NASA’s Dawn mission has returned images from the giant asteroid Vesta that scientists say include long, narrow gullies along the walls of relatively young craters.
The discovery has revealed a mystery that scientists are now trying to solve. The images from Dawn show two different types of gullies. Some are straight chutes, while others wind about and end in what NASA is calling “lobe-shaped” deposits.
“The straight gullies we see on Vesta are textbook examples of flows of dry material, like sand, that we’ve seen on Earth’s moon and we expected to see on Vesta,” said Jennifer Scully, a Dawn team member at the University of California, Los Angeles. “But these sinuous gullies are an exciting, unexpected find that we are still trying to understand.”
The “sinuous” gullies are longer, narrower, and curvier than the others. The also begin from V-shaped, collapsed regions researchers have described as “alcoves.” The current hypothesis is that two different processes formed the different gullies.
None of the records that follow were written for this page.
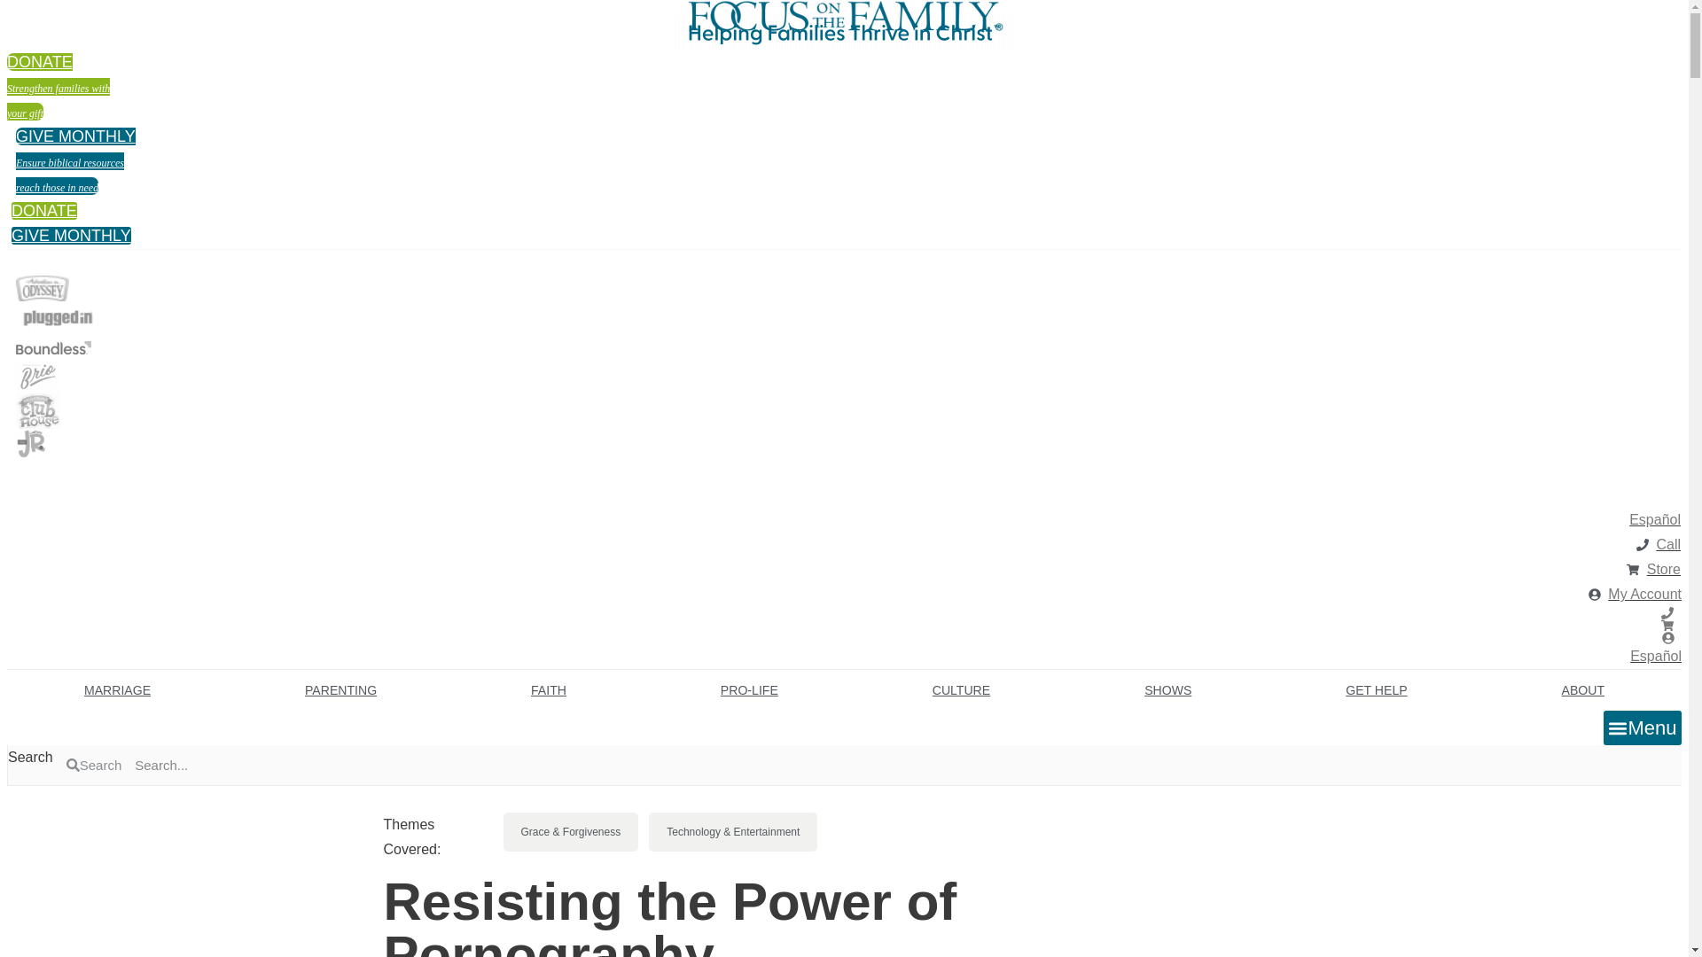 The width and height of the screenshot is (1702, 957). Describe the element at coordinates (27, 496) in the screenshot. I see `Boundless` at that location.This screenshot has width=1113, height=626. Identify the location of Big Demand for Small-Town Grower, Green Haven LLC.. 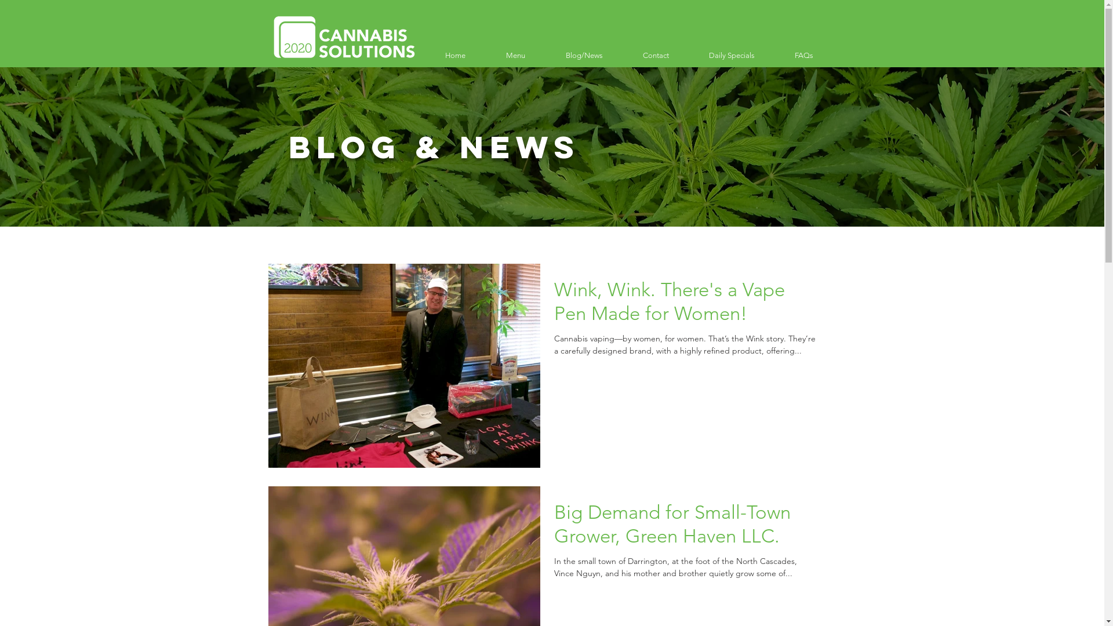
(685, 528).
“On Earth, similar features – seen at places like Meteor Crater in Arizona – are carved by liquid water,” said Christopher Russell, Dawn’s principal investigator at UCLA. “On Mars, there is still a debate about what has caused them. We need to analyze the Vesta gullies very carefully before definitively specifying their source.”
Researchers are looking to Earth and Mars for clues about Vesta’s gullies, but mystery still remains. Scientists have been debating the explanation for Mars’ gullies for years. Some possible causes include liquid water and carbon-dioxide frost that causes fresh flows of Martian sand.